In a two-party system, when there is a wilder swing to the right or left, chances are the “swing” is never more than a few degrees off center, anyway. Candidates employ some of the most expensive mouthpieces in any industry to “craft” their “articulated” positions, which are rarely more than one standard deviation from the grand mean (or average) of everyone else’s.

And before you say it, voting third party is silly – a vote for Kennedy is not a “Vote for Trump” or a “Vote for Biden.” It’s worse: It’s a vote for Kennedy, which might smooth your hackles but does not in the least engage with realities.

R. Bruce Anderson
R. Bruce Anderson

Success in any system depends on your vote, though. Voting shows support for the system, trust that the system can work (most of the time), and a general social engagement with those that represent you.

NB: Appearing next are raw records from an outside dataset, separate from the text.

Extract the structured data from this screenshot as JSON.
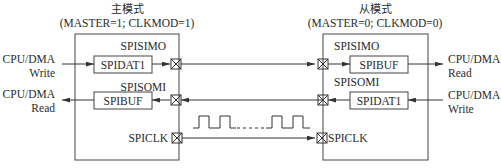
{
  "master": {
    "title": "主模式",
    "config": "(MASTER=1; CLKMOD=1)",
    "simo_label": "SPISIMO",
    "somi_label": "SPISOMI",
    "clk_label": "SPICLK",
    "tx_register": "SPIDAT1",
    "rx_register": "SPIBUF",
    "write_source_line1": "CPU/DMA",
    "write_source_line2": "Write",
    "read_target_line1": "CPU/DMA",
    "read_target_line2": "Read"
  },
  "slave": {
    "title": "从模式",
    "config": "(MASTER=0; CLKMOD=0)",
    "simo_label": "SPISIMO",
    "somi_label": "SPISOMI",
    "clk_label": "SPICLK",
    "rx_register": "SPIBUF",
    "tx_register": "SPIDAT1",
    "read_target_line1": "CPU/DMA",
    "read_target_line2": "Read",
    "write_source_line1": "CPU/DMA",
    "write_source_line2": "Write"
  },
  "clock": {
    "waveform": "square-wave-clock",
    "ellipsis": "......"
  },
  "colors": {
    "line": "#333333",
    "text": "#2a2a2a",
    "background": "#ffffff"
  }
}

So, you may not get exactly what you want at any level, but you may get some of what you want in at least some levels and in some offices. But if you do not vote, you deserve nothing.

Wake up. Register. Vote

R. Bruce Anderson is the Dr. Sarah D. and L. Kirk McKay, Jr. Endowed Chair in American History, Government, and Civics and Miller Distinguished Professor of Political Science at Florida Southern College. He is also a columnist for The Ledger and political consultant and on-air commentator for WLKF Radio in Lakeland.